THEARTSDESK IN PHILADELPHIA The Barnes Foundation's 181 Renoirs, 69 Cézannes, 59 Matisses and 46 Picassos have moved home

The Barnes Foundation's 181 Renoirs, 69 Cézannes, 59 Matisses and 46 Picassos have moved home

MoMa and the Met, the Whitney and the Guggenheim – all very fine, but if you crave something different when in NYC, it’s worth braving Penn Station’s circles of hell to get a train to Philadelphia (takes just over an hour) to visit the mind-boggling Barnes Foundation. This private art collection, worth around $30 billion, is in a league of its own.

BBC Proms: Pelléas et Mélisande, Orchestre Révolutionnaire et Romantique, Gardiner

Mystery and wisdom in this intimate performance of Debussy's only opera

How silly an armchair looks in the Royal Albert Hall - like a rubber duck floating in the Pacific. Yet how right it was for those behind this excellent semi- staged Proms performance of Debussy's Pelléas et Mélisande to try to recreate a bit of fin-de-siècle intimacy for this most intensely intimate of operas. And how appropriate also for there to be a couch on stage in a work that is, and has always been, a psychoanalyst's dream.

From Paris: A Taste for Impressionism, Royal Academy

FROM PARIS: A TASTE FOR IMPRESSIONISM: A potpourri of paintings show sun-dappled scenes from France

A potpourri of paintings showing sun-dappled scenes from France

As the clouds continue and the rain pours down, the Sackler Gallery at the Royal Academy is filled with sun-dappled scenes from France.
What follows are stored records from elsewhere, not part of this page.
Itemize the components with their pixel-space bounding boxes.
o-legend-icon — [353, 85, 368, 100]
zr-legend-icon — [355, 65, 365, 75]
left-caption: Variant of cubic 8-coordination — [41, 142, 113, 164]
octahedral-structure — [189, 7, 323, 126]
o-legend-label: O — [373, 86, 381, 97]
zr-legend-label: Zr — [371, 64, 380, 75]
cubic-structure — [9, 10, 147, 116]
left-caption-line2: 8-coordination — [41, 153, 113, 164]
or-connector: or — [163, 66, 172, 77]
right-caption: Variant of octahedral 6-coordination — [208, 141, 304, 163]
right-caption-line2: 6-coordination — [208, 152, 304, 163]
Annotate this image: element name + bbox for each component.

The anthology is a potpourri of paintings culled from the remarkable collections put together by the millionaire race horse breeder and art obsessed Sterling Clark – the fortune inherited from his grandfather’s involvement with the Singer Sewing Machine company - and his French actress wife Francine.
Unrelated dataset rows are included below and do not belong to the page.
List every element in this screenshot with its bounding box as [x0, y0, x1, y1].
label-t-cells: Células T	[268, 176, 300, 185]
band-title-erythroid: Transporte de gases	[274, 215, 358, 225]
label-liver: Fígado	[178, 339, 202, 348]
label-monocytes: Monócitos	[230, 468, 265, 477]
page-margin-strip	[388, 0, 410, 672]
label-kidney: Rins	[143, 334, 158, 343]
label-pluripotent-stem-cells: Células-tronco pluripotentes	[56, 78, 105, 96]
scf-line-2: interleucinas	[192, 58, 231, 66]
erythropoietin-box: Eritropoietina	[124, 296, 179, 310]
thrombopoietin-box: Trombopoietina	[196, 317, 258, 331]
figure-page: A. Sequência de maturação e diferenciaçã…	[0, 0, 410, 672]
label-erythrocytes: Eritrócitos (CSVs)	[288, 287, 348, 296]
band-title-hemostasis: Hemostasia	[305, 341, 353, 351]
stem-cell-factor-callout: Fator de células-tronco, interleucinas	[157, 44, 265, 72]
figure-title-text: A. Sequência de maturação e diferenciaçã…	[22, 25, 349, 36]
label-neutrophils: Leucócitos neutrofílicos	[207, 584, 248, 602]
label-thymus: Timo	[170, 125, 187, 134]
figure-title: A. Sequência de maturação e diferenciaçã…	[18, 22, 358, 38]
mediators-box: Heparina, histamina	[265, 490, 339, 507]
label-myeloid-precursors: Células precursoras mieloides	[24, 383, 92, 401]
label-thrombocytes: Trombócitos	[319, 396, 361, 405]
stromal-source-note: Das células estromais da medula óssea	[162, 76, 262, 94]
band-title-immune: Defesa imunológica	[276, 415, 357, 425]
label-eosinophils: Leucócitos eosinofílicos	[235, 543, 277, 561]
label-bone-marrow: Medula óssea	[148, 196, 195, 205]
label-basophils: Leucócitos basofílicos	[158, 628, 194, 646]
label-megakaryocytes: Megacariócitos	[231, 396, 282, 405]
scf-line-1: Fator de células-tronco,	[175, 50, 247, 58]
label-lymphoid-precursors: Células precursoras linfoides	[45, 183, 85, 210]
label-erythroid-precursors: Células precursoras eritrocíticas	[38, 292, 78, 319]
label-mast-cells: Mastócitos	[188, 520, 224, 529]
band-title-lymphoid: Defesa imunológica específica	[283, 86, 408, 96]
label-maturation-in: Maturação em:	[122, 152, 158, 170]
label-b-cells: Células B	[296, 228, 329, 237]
Degas and the Ballet: Picturing Movement, Royal Academy

DEGAS AND THE BALLET: An exquisite draughtsman, yes, but a supreme colourist too

An exquisite draughtsman, yes, but a supreme colourist too, as this wonderful show reminds us

A beguiling shadow play greets and enchants on arrival: the silhouettes of three ballerinas, each performing an arabesque, are cast upon the wall as you enter. The effect, as their softly delineated forms dip and slowly rotate, is mesmerising. It’s also an apt opener to an exhibition devoted to exploring how Degas strove to achieve a sense of fluidity and movement in his paintings of dancers, a subject for which he is chiefly known.